Rupert Brooke.
I
That night Lizzie had a dream and, waking in the early hours of the grey dim morning, saw before her every detail of it. She had dreamt that she was lost in the house. No human being was there. Every room was closed and she knew that every room was empty.
It was full day, but only a dull yellow light lit the passages.—She could not find her way to the central staircase. A passage would be familiar to her and then suddenly would be dark and vague and menacing. She opened doors and found wide dusty empty rooms with windows thick in cobwebs and beyond them a garden green, tangled, deserted.
She knew that if she did not escape soon some disaster would overtake her, some disaster in which both Roddy and Rachel would be involved. She knew also that, in some way, Rachel's safety absolutely depended upon her—She felt, within herself, a struggle as to whether she should save Rachel. She did not wish to save Rachel.... But some impulse drove her....

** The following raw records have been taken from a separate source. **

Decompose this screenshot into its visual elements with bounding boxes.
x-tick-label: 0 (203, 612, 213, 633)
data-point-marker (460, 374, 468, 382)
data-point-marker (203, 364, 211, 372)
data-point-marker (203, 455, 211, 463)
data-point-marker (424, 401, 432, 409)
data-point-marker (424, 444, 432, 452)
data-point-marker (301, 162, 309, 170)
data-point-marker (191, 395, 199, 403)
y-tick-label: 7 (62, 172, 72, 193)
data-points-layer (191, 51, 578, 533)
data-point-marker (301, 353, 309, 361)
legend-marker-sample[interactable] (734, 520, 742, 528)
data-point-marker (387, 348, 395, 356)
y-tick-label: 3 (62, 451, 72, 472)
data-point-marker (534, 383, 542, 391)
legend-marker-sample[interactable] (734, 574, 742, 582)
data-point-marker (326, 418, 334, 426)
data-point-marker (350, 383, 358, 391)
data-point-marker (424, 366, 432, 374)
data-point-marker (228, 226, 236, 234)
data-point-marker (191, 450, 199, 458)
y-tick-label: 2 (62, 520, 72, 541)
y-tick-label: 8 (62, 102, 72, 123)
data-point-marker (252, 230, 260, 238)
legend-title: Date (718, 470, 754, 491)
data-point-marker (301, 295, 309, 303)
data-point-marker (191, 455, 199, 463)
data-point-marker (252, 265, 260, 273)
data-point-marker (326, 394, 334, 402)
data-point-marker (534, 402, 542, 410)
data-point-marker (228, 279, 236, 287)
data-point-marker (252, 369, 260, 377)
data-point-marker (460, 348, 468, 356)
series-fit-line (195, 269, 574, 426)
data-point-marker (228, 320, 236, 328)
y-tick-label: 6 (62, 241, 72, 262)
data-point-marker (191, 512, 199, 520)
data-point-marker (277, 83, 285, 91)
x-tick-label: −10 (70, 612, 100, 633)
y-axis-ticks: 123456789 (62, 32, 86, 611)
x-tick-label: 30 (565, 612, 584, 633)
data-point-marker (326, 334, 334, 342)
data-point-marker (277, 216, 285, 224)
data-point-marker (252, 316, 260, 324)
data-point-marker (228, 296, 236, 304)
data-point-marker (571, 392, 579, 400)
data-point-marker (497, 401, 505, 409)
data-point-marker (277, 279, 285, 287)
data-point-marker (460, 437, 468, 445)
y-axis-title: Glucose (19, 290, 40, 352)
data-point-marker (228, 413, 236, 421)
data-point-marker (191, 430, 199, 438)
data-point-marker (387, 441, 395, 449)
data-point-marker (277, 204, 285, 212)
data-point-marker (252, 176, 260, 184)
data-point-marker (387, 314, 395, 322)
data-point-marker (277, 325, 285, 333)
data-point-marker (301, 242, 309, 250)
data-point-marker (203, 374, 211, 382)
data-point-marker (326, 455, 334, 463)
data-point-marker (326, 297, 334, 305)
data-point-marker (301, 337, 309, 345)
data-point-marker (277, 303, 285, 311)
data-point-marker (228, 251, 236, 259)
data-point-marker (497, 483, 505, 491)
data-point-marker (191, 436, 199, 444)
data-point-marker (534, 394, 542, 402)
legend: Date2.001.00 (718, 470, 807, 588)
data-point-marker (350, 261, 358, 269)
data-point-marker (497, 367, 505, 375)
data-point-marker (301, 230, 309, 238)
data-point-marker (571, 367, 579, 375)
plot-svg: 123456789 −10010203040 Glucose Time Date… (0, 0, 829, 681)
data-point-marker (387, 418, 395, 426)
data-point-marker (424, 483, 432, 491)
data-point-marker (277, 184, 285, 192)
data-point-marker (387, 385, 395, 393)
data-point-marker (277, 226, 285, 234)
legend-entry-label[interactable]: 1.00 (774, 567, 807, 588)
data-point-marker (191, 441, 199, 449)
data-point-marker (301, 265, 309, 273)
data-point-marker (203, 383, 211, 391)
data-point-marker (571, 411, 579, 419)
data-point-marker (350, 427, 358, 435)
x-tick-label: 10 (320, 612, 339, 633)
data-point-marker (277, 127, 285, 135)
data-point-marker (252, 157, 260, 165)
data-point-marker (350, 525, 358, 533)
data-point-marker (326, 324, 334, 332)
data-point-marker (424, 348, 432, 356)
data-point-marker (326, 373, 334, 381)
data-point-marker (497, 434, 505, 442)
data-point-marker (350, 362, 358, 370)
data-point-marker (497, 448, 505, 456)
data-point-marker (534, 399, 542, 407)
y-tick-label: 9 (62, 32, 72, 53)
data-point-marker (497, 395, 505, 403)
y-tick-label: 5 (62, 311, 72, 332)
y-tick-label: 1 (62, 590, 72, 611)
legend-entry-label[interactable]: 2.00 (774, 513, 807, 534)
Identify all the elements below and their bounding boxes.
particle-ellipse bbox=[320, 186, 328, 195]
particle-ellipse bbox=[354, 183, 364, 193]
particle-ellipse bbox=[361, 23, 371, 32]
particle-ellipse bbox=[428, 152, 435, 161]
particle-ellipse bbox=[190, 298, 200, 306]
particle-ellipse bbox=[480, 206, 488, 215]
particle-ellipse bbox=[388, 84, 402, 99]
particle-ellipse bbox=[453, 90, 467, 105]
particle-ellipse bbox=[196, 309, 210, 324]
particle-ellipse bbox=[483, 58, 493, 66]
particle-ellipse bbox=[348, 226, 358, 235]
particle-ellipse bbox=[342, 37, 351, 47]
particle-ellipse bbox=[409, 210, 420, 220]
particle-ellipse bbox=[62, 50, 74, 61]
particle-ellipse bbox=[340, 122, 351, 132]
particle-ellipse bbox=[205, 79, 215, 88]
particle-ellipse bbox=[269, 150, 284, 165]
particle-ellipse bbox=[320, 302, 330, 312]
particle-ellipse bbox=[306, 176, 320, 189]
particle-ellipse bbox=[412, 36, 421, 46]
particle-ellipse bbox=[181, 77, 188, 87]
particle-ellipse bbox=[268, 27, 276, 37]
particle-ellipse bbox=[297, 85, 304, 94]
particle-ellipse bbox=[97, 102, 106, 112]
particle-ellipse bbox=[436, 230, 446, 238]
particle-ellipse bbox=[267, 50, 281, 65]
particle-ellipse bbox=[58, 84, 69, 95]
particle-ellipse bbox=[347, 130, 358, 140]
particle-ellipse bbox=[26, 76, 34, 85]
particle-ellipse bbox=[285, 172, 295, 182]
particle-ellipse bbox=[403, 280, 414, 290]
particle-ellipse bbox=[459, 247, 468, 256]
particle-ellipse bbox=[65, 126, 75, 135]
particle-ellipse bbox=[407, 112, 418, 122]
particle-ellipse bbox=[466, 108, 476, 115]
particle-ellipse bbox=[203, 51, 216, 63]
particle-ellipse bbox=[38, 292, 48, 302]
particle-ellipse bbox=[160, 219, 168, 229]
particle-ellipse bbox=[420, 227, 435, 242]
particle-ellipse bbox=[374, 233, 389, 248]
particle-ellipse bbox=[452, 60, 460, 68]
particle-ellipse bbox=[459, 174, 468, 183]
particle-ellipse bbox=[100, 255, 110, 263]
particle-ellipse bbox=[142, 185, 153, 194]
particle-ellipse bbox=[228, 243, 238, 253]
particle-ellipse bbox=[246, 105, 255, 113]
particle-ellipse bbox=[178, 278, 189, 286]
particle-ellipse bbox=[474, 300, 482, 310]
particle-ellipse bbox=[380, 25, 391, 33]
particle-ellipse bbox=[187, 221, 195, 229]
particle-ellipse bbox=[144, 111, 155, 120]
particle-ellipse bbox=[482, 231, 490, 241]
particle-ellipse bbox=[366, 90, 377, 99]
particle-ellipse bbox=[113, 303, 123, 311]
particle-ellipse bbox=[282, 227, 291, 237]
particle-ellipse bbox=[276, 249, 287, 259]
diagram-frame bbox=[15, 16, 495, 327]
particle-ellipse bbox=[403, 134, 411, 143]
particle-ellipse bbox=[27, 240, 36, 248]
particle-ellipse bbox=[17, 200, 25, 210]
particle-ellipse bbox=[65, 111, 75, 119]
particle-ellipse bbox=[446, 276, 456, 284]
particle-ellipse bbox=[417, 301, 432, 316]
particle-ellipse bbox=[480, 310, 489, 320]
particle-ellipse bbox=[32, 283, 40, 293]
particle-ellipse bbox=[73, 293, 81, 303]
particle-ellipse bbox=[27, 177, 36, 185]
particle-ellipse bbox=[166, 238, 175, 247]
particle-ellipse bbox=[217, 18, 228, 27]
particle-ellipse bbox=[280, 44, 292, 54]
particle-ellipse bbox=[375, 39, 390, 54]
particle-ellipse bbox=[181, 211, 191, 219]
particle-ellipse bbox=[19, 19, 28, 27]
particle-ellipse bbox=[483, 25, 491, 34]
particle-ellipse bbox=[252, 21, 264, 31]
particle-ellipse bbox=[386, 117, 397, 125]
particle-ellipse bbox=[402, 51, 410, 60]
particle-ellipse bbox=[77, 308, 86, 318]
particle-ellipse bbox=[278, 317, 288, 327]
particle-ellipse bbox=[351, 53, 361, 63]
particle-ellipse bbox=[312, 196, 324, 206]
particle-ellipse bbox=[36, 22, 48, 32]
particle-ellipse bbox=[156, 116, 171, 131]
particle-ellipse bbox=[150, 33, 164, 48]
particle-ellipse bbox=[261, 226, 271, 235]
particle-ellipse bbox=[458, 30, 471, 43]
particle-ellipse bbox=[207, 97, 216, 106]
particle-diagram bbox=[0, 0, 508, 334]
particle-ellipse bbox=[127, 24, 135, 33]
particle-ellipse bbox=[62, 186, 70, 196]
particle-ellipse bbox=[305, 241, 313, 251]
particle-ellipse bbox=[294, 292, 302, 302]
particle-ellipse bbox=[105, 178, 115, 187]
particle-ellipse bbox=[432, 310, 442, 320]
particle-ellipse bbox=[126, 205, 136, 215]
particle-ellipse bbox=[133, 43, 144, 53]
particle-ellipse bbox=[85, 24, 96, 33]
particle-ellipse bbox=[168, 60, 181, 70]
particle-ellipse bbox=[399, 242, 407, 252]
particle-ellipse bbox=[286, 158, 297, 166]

She ran down the passage, stumbling in the strange indistinct yellow light—She knew that, could she only reach the garden, Rachel would be saved.
She reached a window, looked down, and saw below her, like a green pond, the lawn overgrown now with weeds and bristling with strange twisted plants.
She flung open the window and tried to jump, but a cold blast of some storm met her and drove her back. The storm screamed about her, the dust rose in the room, the plants in the garden waved their heads ... the wind rushed through the house and she heard doors banging and windows creaking.
She knew suddenly that she was too late—Rachel was dead.